The collaboration stretches beyond the handbag. JW Anderson also added a Blanket Basket at $9,350, a Log Basket at $3,900 and a Laundry Basket, all built from the same willow vocabulary and rooted in product copy that points to medieval storage chests found in stately homes. That is the luxury angle here: not logo noise, but an object that feels like it could sit in a country house and still look cool on a city shoulder. For a gift buyer, the Basket Bag is the sweet spot if you want the most wearable entry point; the Blanket Basket is the statement piece for someone decorating a home as carefully as she dresses.

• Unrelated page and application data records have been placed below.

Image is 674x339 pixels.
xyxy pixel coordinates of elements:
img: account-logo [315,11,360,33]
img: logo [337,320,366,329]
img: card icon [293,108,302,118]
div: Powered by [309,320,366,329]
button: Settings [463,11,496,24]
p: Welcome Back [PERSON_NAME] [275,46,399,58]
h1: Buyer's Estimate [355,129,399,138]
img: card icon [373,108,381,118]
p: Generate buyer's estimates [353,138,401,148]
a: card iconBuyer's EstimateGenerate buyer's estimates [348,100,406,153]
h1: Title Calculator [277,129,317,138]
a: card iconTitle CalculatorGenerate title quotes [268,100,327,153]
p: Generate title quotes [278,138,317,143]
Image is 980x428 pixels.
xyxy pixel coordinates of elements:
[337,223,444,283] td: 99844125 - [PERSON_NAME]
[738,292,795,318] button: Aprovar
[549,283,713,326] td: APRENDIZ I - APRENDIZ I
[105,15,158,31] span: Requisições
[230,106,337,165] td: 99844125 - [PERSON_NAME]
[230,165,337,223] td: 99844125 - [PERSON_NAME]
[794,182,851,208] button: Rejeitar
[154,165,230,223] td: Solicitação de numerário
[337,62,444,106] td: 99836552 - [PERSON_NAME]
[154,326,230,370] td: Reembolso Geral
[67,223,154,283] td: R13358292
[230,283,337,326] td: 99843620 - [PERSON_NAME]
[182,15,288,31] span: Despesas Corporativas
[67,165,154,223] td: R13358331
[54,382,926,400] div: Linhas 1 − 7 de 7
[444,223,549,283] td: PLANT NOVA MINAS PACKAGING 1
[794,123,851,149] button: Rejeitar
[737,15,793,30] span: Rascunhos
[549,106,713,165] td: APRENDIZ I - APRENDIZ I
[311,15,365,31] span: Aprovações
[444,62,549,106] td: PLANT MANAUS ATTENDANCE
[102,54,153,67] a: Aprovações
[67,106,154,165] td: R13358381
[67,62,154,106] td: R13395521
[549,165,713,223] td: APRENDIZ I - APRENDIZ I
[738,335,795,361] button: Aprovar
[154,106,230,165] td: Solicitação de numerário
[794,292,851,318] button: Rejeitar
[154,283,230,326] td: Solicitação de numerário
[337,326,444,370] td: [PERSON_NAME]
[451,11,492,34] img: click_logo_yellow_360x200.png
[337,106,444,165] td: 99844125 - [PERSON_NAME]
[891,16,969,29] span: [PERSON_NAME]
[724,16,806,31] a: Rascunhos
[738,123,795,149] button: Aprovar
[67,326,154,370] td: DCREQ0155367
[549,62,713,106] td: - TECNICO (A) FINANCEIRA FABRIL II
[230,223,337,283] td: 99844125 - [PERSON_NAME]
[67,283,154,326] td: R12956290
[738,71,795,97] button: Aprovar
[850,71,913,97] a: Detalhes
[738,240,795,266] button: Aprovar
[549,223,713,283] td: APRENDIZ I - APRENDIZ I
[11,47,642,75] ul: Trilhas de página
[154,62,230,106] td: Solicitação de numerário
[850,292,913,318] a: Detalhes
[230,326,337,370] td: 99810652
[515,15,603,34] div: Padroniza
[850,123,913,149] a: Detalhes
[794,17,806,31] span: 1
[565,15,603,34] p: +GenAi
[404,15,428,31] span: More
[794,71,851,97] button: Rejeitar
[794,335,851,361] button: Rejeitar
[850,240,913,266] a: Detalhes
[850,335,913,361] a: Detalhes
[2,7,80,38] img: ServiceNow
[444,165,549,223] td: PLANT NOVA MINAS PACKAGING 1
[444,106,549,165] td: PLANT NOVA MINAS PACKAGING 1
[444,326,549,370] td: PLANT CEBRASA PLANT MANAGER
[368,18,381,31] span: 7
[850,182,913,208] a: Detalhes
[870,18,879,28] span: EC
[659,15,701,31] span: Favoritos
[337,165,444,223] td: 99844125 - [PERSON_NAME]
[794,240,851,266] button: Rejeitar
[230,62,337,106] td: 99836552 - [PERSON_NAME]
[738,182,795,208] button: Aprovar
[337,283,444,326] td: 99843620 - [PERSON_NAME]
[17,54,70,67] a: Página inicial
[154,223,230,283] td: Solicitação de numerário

The maker behind it matters as much as the label. JW Anderson describes Eddie Glew as a sculptor and master Yeoman Basketmaker. He is based on the Staffordshire-Derbyshire border, learned basket making from his late father, Peter Glew, and received a QEST scholarship in 2014. That lineage gives the project real depth, especially at a moment when so many “craft” products are really just styling exercises.

AI-generated illustration
AI-generated illustration

JW Anderson made the craft feel alive with a live demonstration at its flagship on Via Sant’Andrea in Milan. During the week, Glew carved flowers from a single piece of wood using a shave horse, a draw knife and his hands, and guests received one of the flowers in protective packaging with an informational postcard. The flower-making tradition reaches back to Romany heritage and to one of Glew’s earliest lessons from his father, when he learned to shape blooms from hedgerow wood with only a pocketknife.

The timing was sharp. Salone del Mobile.Milano 2026 ran April 21 to 26 at Fiera Milano Rho, and its 64th edition put fine craftsmanship and collectible design front and center. JW Anderson’s basket project fit that mood perfectly: part accessory, part heirloom, part live performance, and exactly the kind of gift that feels rarer the longer you look at it.